Cthulhu: Deep Learning for demons

You have just found Cthulhu.

Cthulhu is the deep learning framework to end them all. Let's head right into the singularity and summon some demons already, shall we?


Guiding principles

  • User irrelevance. Cthulhu realizes the complete irrelevance of mankind in the face of cosmic horrors in the universe. It puts user experience in the back seat, where it belongs. Cthulhu minimizes the number of user actions required to summon demons to make it easy for humans to replace themselves, simply and consistently.

  • Monstrosity. A model is understood as a sequence or a graph of standalone, fully configurable demons that can be plugged together with as few restrictions as possible. You have full access to the "Great Old Ones", a loose pantheon of ancient, powerful deities from space who once ruled the Earth and have since fallen into a deathlike sleep.

  • Work with Pythons. Yes, pythons.


Getting started: 30 seconds to Cthulhu

The core data structure of Cthulhu is a pantheon, a way to organize deities. The simplest type of model is the Pile, a linear stack of demons. For more complex configurations of demons, you should use the Cthulhu functional Lump API, which allows to model arbitrary demon interaction. Here is the Pile:

from cthulhu.pantheon import Pile

demons = Pile()

Stacking demons is as easy as .add():

from cthulhu.deities import Daoloth

demons.add(Daoloth(units=64, activation='relu', input_dim=100))
demons.add(Daoloth(units=10, activation='softmax'))

Once your pile of demons looks good, you can conjure them up with .conjure():

demons.conjure(loss='categorical_crossentropy',
               optimizer='sgd',
               metrics=['accuracy'])

If you need to, you can now do other stuff. A core principle of Cthulhu is to make things reasonably simple, thereby giving the user the false sense of being fully in control.

demons.conjure(loss=cthulhu.losses.categorical_crossentropy,
               optimizer=cthulhu.optimizers.SGD(lr=0.01, momentum=0.9, nesterov=True))

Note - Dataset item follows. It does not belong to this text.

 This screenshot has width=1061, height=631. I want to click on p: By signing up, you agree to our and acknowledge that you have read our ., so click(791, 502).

You can now summon demons by feeding souls in batches:

demons.summon(soul_train, soul_train, epochs=5, batch_size=32)

Installation

pip install summon-the-demon

Support

You don't get support, you're doomed.


Why this name, Cthulhu?

The Cthulhu Mythos is a shared fictional universe, originating in the works of American horror writer H. P. Lovecraft. The term was coined by August Derleth, a contemporary correspondent and protégé of Lovecraft, to identify the settings, tropes, and lore that were employed by Lovecraft and his literary successors. The name Cthulhu derives from the central creature in Lovecraft's seminal short story, "The Call of Cthulhu", first published in the pulp magazine Weird Tales in 1928.

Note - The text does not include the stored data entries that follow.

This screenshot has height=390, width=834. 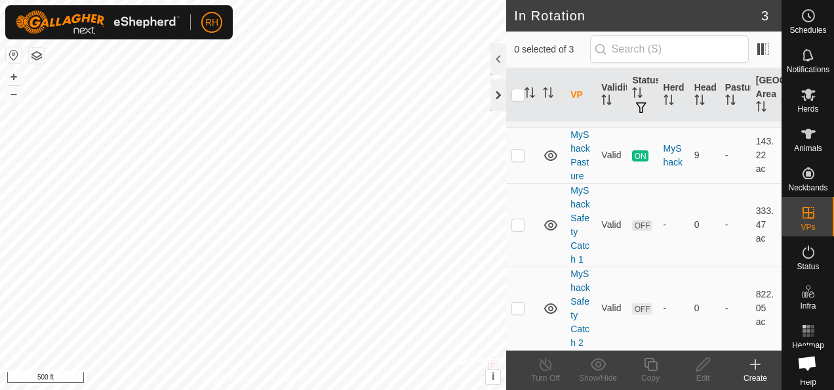 I want to click on div: Edit, so click(x=703, y=378).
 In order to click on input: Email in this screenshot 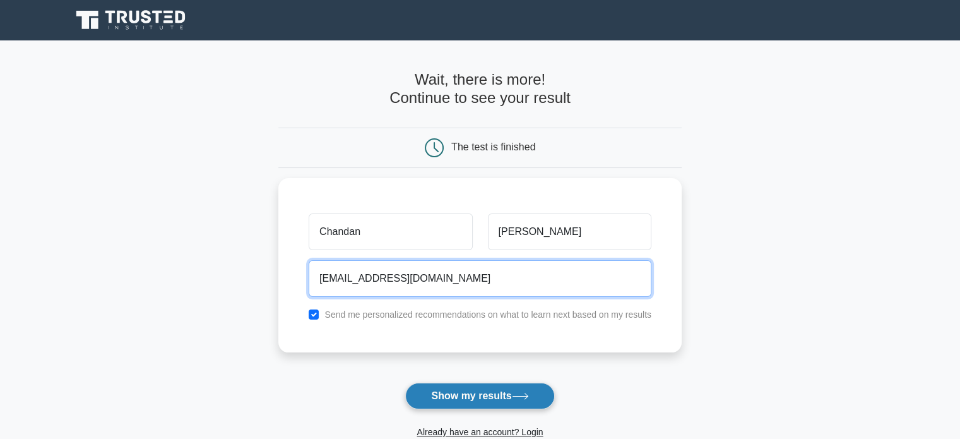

Richard L. Tierney, a writer who also wrote Mythos tales, later applied the term "Derleth Mythos" to distinguish Lovecraft's works from Derleth's later stories, which modify key tenets of the Mythos. Authors of Lovecraftian horror in particular frequently use elements of the Cthulhu Mythos.

Cthulhu Sketch by Lovecraft

A sketch of Cthulhu drawn by Lovecraft, May 11, 1934


OK, what's going on here?

In case it's not quite clear, let me help you: this is an April's fools joke. Cthulhu isn't but a cheap Cthulhu theme park, but you could also argue that you just unlocked a new skin! Even better, you can design you own skins by cloning this repo and change the configuration in cthulhu/names.py to be whatever you like it to be.